Gaz leaned down off the crate and felt along the wall in the dark until his hands encountered a pillow. He grabbed it and dragged it over regardless of whose it might be. He stretched, orienting himself. If he rested his head near the passengers’ door and his feet near the loading bay, he had enough room to stretch out entirely. 

As he did so, he felt Calay nestle up comfortably against his back. He draped a blanket over the both of them, though it wasn’t quite long enough to cover Gaz’s feet.

“There we go.” Calay sounded pleased with himself. “You can’t tell me you didn’t miss it at least a little. Thieving.”

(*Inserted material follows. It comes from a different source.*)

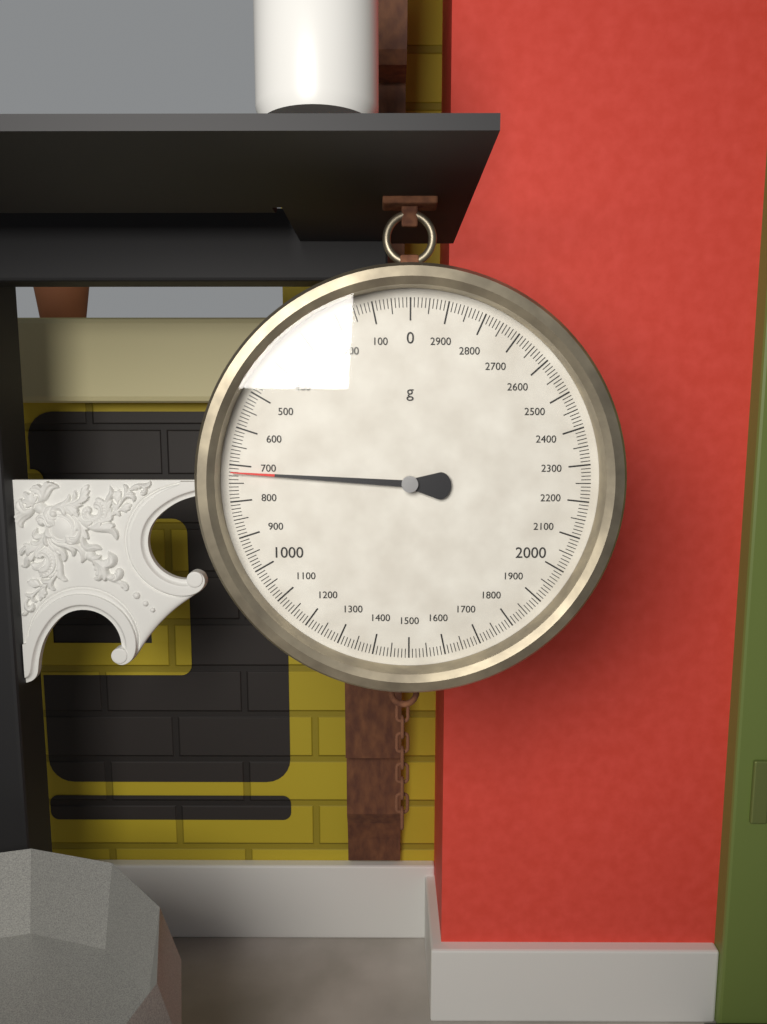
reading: 720 g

“If that’s what you’re telling yourself.” Gaz smiled into the dark. 

He couldn’t begin to explain how it felt, the strange way that being in the swamp had touched them, had connected them. Calay had been wrestling with it ever since, unwilling to talk about it then raging against it then giving in to it in equal, unpredictable measure. He threw fists in a tavern then dragged Gaz to bed with him. He’d kissed him one night, then pushed him away the next morning, then apologized by noon. He’d sat up with Torcha long into the night, laughing and reminiscing about the gang back in Blackbricks. Then today he still insisted that the favor he did her wasn’t a favor. He’d just missed thieving.

Gaz rolled onto his back, getting comfortable. He eased an arm behind Calay’s neck, curling it around his shoulders and drawing him in a little closer.

“You know,” he started to say. “It’s okay to–”

A sudden shriek of fright cut him off. The single yell, a woman’s voice muffled by planks of pine, came from the passengers’ compartment. A moment later, soft voices followed, too low to be understood through the door. A man, the cadence of his words low and soothing.

Riss again.

Gaz’s words died in his throat. Calay too went silent. They listened through the door as Adal roused her from her nightmare, then quietly talked her down. Not that either man strained to hear the words. Gaz felt a perverse sense of voyeurism, like he was witnessing something he should not. He tried to avoid making out anything said.

None of them talked about the nightmares. It wasn’t always Riss. They carried on, blazing their trail away from Adelheim. Distance eased the strange psychic tug on Gaz’s mind, the way he swore he could sometimes feel that connection again, like someone breathing on the back of his neck. They didn’t ask Riss what she dreamed of. She didn’t ask them what it felt like to have their hearts flayed open and peeked into by innumerable nameless beings. 

It’s okay to give a shit, he’d wanted to tell Calay.

But he knew why Calay persisted.

They were all just trying to pretend they were the same. That the swamp hadn’t changed them.